BLACK PHONE 2 movie poster | ©2025 Universal

BLACK PHONE 2 movie poster | ©2025 Universal

Rating: R
Stars: Mason Thames, Madeleine McGraw, Ethan Hawke, Jeremy Davies, Demián Bichir, Miguel Mora, Arianna Rivas, Maev Beaty, Graham Abbey
Writers: Scott Derrickson & C. Robert Cargill, based on the short story by Joe Hill
Director: Scott Derrickson
Distributor: Universal
Release Date: October 17, 2025

BLACK PHONE 2, the sequel to 2021’s THE BLACK PHONE, could informally be called A NIGHTMARE ON BLACK PHONE STREET.

We spend most of BLACK PHONE 2 at Camp Alpine Lake rather than in suburbia (where the first film took place), but there’s still the scenario of a murderer of kids, now dead himself, stalking a new victim in their dreams, resulting in real-world peril.

Director Scott Derrickson & co-screenwriter C. Robert Cargill, both returning from the original BLACK PHONE, based on Joe Hill’s short story, killed Ethan Hawke’s Grabber off last time around. If they wanted him back for the sequel – and they do – they had to bring him back somehow.

Since it was established in the first film that Gwen (Madeleine McGraw) has dreams that show past, present and possible future, this narrative choice makes reasonable sense. The setting of a kids’ camp with only staff around and a supernatural villain who wears a mask add some FRIDAY THE 13TH vibes, but as the Grabber talks (unlike, say, Jason Voorhees), we’re more in NIGHTMARE territory.

Per the title, there needs to be a black phone. This time, there are several, mostly in pay booths. As BLACK PHONE 2 takes place mainly in 1982 – its predecessor was in 1978 – these are still standard in the landscape of most inhabited areas.

A prologue introduces us to the Christian youth camp at Alpine Lake, where a teen counselor hears ringing from the camp’s phone booth. Bewildered, she answers.

We jump forward to 1982. Finn (Mason Thames) survived being kidnapped and imprisoned by the Grabber four years ago with the help of ghosts of the Grabber’s previous young victims, who called Finn on a supposedly inoperable phone in his cell. Finn’s psychic little sister Gwen also provided aid.

Finn is now seventeen and in high school, where he beats up any new kids who dare to ask him about his slaying of the Grabber. Gwen, a grade or two behind him, wishes her big brother would chill. But Gwen has problems of her own, with nightmares – shot in grainy contrast to the sharp focus of the waking world – that cause her to sleepwalk. Formerly abusive dad Terrence (Jeremy Davies) is trying to maintain sobriety but still doesn’t know how to connect with his offspring.

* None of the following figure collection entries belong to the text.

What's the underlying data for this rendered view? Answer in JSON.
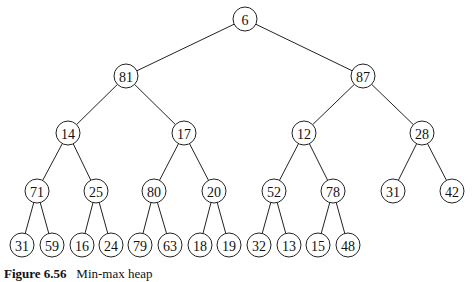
{
  "tree": {
    "nodes": [
      {
        "id": "n0",
        "label": "6",
        "x": 245,
        "y": 19
      },
      {
        "id": "n1",
        "label": "81",
        "x": 126,
        "y": 76
      },
      {
        "id": "n2",
        "label": "87",
        "x": 363,
        "y": 76
      },
      {
        "id": "n3",
        "label": "14",
        "x": 68,
        "y": 133
      },
      {
        "id": "n4",
        "label": "17",
        "x": 184,
        "y": 133
      },
      {
        "id": "n5",
        "label": "12",
        "x": 304,
        "y": 133
      },
      {
        "id": "n6",
        "label": "28",
        "x": 422,
        "y": 133
      },
      {
        "id": "n7",
        "label": "71",
        "x": 37,
        "y": 191
      },
      {
        "id": "n8",
        "label": "25",
        "x": 96,
        "y": 191
      },
      {
        "id": "n9",
        "label": "80",
        "x": 154,
        "y": 191
      },
      {
        "id": "n10",
        "label": "20",
        "x": 214,
        "y": 191
      },
      {
        "id": "n11",
        "label": "52",
        "x": 274,
        "y": 191
      },
      {
        "id": "n12",
        "label": "78",
        "x": 333,
        "y": 191
      },
      {
        "id": "n13",
        "label": "31",
        "x": 393,
        "y": 191
      },
      {
        "id": "n14",
        "label": "42",
        "x": 452,
        "y": 191
      },
      {
        "id": "n15",
        "label": "31",
        "x": 22,
        "y": 245
      },
      {
        "id": "n16",
        "label": "59",
        "x": 52,
        "y": 245
      },
      {
        "id": "n17",
        "label": "16",
        "x": 82,
        "y": 245
      },
      {
        "id": "n18",
        "label": "24",
        "x": 111,
        "y": 245
      },
      {
        "id": "n19",
        "label": "79",
        "x": 140,
        "y": 245
      },
      {
        "id": "n20",
        "label": "63",
        "x": 170,
        "y": 245
      },
      {
        "id": "n21",
        "label": "18",
        "x": 200,
        "y": 245
      },
      {
        "id": "n22",
        "label": "19",
        "x": 229,
        "y": 245
      },
      {
        "id": "n23",
        "label": "32",
        "x": 259,
        "y": 245
      },
      {
        "id": "n24",
        "label": "13",
        "x": 289,
        "y": 245
      },
      {
        "id": "n25",
        "label": "15",
        "x": 318,
        "y": 245
      },
      {
        "id": "n26",
        "label": "48",
        "x": 348,
        "y": 245
      }
    ],
    "edges": [
      [
        "n0",
        "n1"
      ],
      [
        "n0",
        "n2"
      ],
      [
        "n1",
        "n3"
      ],
      [
        "n1",
        "n4"
      ],
      [
        "n2",
        "n5"
      ],
      [
        "n2",
        "n6"
      ],
      [
        "n3",
        "n7"
      ],
      [
        "n3",
        "n8"
      ],
      [
        "n4",
        "n9"
      ],
      [
        "n4",
        "n10"
      ],
      [
        "n5",
        "n11"
      ],
      [
        "n5",
        "n12"
      ],
      [
        "n6",
        "n13"
      ],
      [
        "n6",
        "n14"
      ],
      [
        "n7",
        "n15"
      ],
      [
        "n7",
        "n16"
      ],
      [
        "n8",
        "n17"
      ],
      [
        "n8",
        "n18"
      ],
      [
        "n9",
        "n19"
      ],
      [
        "n9",
        "n20"
      ],
      [
        "n10",
        "n21"
      ],
      [
        "n10",
        "n22"
      ],
      [
        "n11",
        "n23"
      ],
      [
        "n11",
        "n24"
      ],
      [
        "n12",
        "n25"
      ],
      [
        "n12",
        "n26"
      ]
    ],
    "radius": 12
  },
  "caption": {
    "figure": "Figure 6.56",
    "text": "Min-max heap"
  }
}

Trying to find a cure for her distress, Gwen discovers that her and Finn’s late mother worked at the Alpine Lake Christian youth camp as a counselor back in the ‘50s. Gwen manages to persuade a reluctant Finn and her enthusiastic would-be boyfriend Ernesto (Miguel Mora) to apply there as counselors in training for the reopened camp’s winter session.

Just as the trio arrives, a raging snowstorm blocks off entry from the outside world. Finn, Gwen and Ernesto are stranded at the mostly empty camp with new owner/former counselor Mando (Demián Bichir), youthful current counselor Mustang (Arianna Rivas), uptight Barbara (Maev Beaty) and her conflict-avoiding spouse Ken (Graham Abbey).

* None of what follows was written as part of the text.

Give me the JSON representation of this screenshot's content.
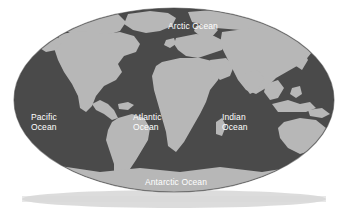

There’s also an isolated, out-of-service pay phone standing in the middle of the ice-covered parking lot. Finn and Gwen hear it ring at different times.

As director, Derrickson makes good use of the frozen lake, the shrouded daylight, and all those bunk beds with creepy dark spaces beneath them. He and co-writer Cargill craft likable characters and agreeable banter.

The cast is good, and there’s clever use of Mora as the younger brother of the character he played in THE BLACK PHONE.

But something that may work against BLACK PHONE 2’s horror intentions is its YA tone. Despite those gory children’s ghosts, there’s so much emphasis on Gwen’s journey that the adventure tends to crowd out the scares.

We also don’t fully comprehend what the spectral Grabber can and can’t do. Maybe this revelation is being saved for a third installment to make a BLACK PHONE trilogy, but here it’s less suspenseful than baffling.

BLACK PHONE 2 is decent Halloween-time fun, but even with its R rating (mostly for language), it skews as more introduction to the genre than as an item for hardcore fans.